The Iraqi people are suffering from a desperate lack of jobs, housing, health care and electricity, according to a survey by Iraqi authorities and the United Nations released on Thursday.
Planning Minister Barham Saleh, during a ceremony in Baghdad, blamed the dire living conditions in most of the country on decades of war but also on the shortcomings of the international community.
"The survey, in a nutshell, depicts a rather tragic situation of the quality of life in Iraq," Saleh said in English at the event, attended by UN Secretary General Kofi Annan's deputy representative in Iraq, Staffan de Mistura.
The 370-page report entitled "Iraq Living Conditions Survey 2004" was conducted over the past year on a representative sample of 22,000 families in all of Iraq's 18 provinces.
Eighty-five percent of Iraqi households lacked stable electricity when the survey was carried out. Only 54 percent had access to clean water and 37 percent to sewage.
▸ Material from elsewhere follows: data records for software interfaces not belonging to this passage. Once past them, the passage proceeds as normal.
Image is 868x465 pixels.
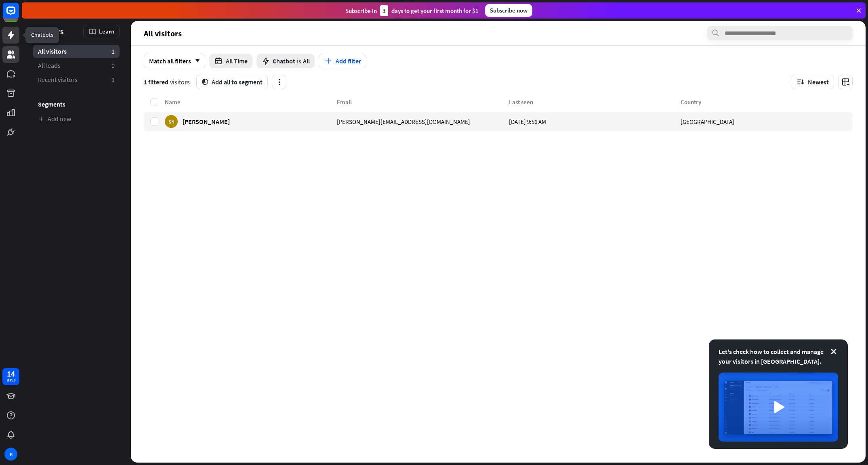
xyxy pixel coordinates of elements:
span: All visitors [38,47,66,55]
span: Recent visitors [38,76,77,84]
div: Country [680,98,852,106]
span: [GEOGRAPHIC_DATA] [680,117,734,125]
div: B [5,448,18,460]
span: Chatbot [273,57,295,65]
div: Last seen [509,98,681,106]
button: Add filter [319,53,366,68]
span: All visitors [144,29,182,38]
aside: 0 [111,62,114,70]
span: [DATE] 9:56 AM [509,117,545,125]
span: 1 filtered [144,78,169,86]
h3: Segments [33,100,120,108]
div: Match all filters [144,53,205,68]
div: 3 [380,6,388,17]
a: 14 days [3,368,19,385]
span: All leads [38,62,61,70]
button: Open LiveChat chat widget [6,4,30,28]
div: Subscribe in days to get your first month for $1 [346,6,478,17]
button: segmentAdd all to segment [196,75,267,89]
div: Name [165,98,336,106]
button: All Time [209,53,252,68]
i: arrow_down [191,59,200,64]
span: [PERSON_NAME][EMAIL_ADDRESS][DOMAIN_NAME] [336,117,470,125]
i: segment [202,78,208,85]
span: All [303,57,310,65]
a: All leads 0 [33,59,120,72]
span: Visitors [38,27,64,36]
aside: 1 [111,76,114,84]
button: Newest [791,75,834,89]
a: Add new [33,112,120,125]
div: Let's check how to collect and manage your visitors in [GEOGRAPHIC_DATA]. [718,346,838,366]
a: Recent visitors 1 [33,73,120,87]
span: [PERSON_NAME] [182,117,229,125]
img: image [718,372,838,441]
div: 14 [6,370,15,378]
div: SN [165,115,178,128]
aside: 1 [111,47,114,55]
div: days [6,378,15,383]
span: Learn [99,28,114,35]
div: Subscribe now [485,4,532,17]
span: visitors [170,78,190,86]
div: Email [336,98,509,106]
span: is [297,57,301,65]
"If you compare this to the situation in the 1980s, you will see a major deterioration of the situation," said the newly appointed minister, pointing out that 75 percent of households had clean water two decades ago.
The report "shows a contrast between the potential of Iraq, with all the human and natural resources that we have, and the unfortunate lack of development and lack of quality of life we are suffering from," Saleh said.
The survey put the unemployment figure at 18.4 percent, but Saleh explained that "under-employment"" topped the 50-percent mark.